I thank each and every one of you for coming out today, today is a day for truth and for reconciliation. Part of that is taking steps to honour the lives lost and affected by systemic attempts to eradicate these lands Indigenous people. 

Today those steps are literal as we all March together, our steps beating like a drum against the bosom of the earth, our minds directed towards souls changed forever and lost too soon. 

139 so called schools popped up across the land called Canada, 150 years of legal oppression, genocide and terror, over 150 000 children attended these horrific places over this time by government mandate and over 6000+ loved souls were ended and buried in both marked and unmarked graves, the last one of these places did not close until 1996 and it took until 2021 for some of these children to be recovered and there are sadly more yet to be found.  

This can not be forgotten, this is the tragic history the nation we live in. 

Before I continue any further however it is important for us all to acknowledge that the land of Oxford county and surrounding area are ancestral home and hunting ground of the Attawandaran, Anishinaabeg and the Haudensaunee. Three longstanding communities still call this area home the Lunaapeewak, Anishinaabeg and Haudensaunee people's along with many urban First Nation, Metis and Inuit people's. It is important to understand that Indigenous means naturally occurring species in a place or area, this is what understanding this definition looks like. 

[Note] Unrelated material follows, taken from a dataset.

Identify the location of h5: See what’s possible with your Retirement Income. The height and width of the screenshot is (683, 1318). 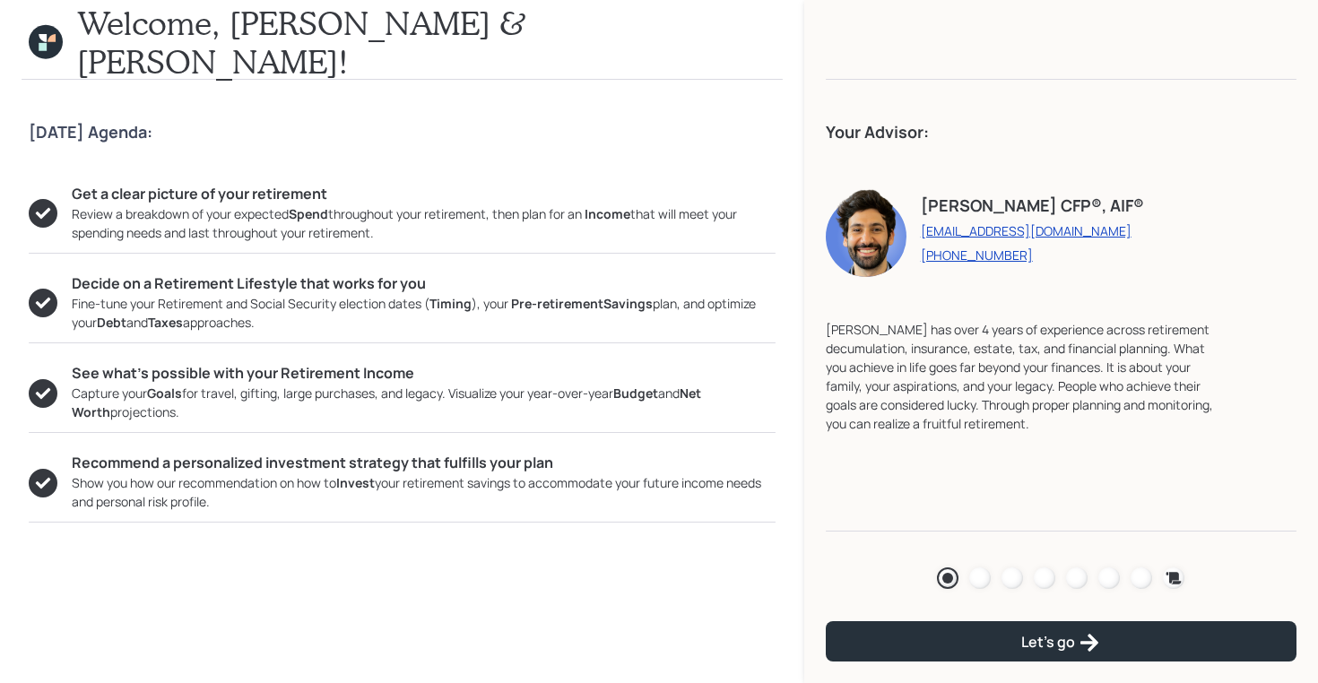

Mistreatment of Indigenous people is not a fact of distant past as it is often passed off in our history text books, but rather it is a lived everyday experience for indigenous Canadians NOW. Systems were put in place by government and religious institutions in the hopes of smothering the beautiful and free spirit of Turtle Islands first people's, it is only now that these horrific crimes against humanity are coming to light for the common eye and it is our obligation to stand, march and cry out in solidarity for Truth and Reconciliation in Canada. 

IISAN or Ingersoll and area's Indigenous Solidarity and Awareness Network was founded with the ideal and hope that if we take active steps as a community healing for everyone and understanding can truly be reached. 

Several poems were also shared which you can see below.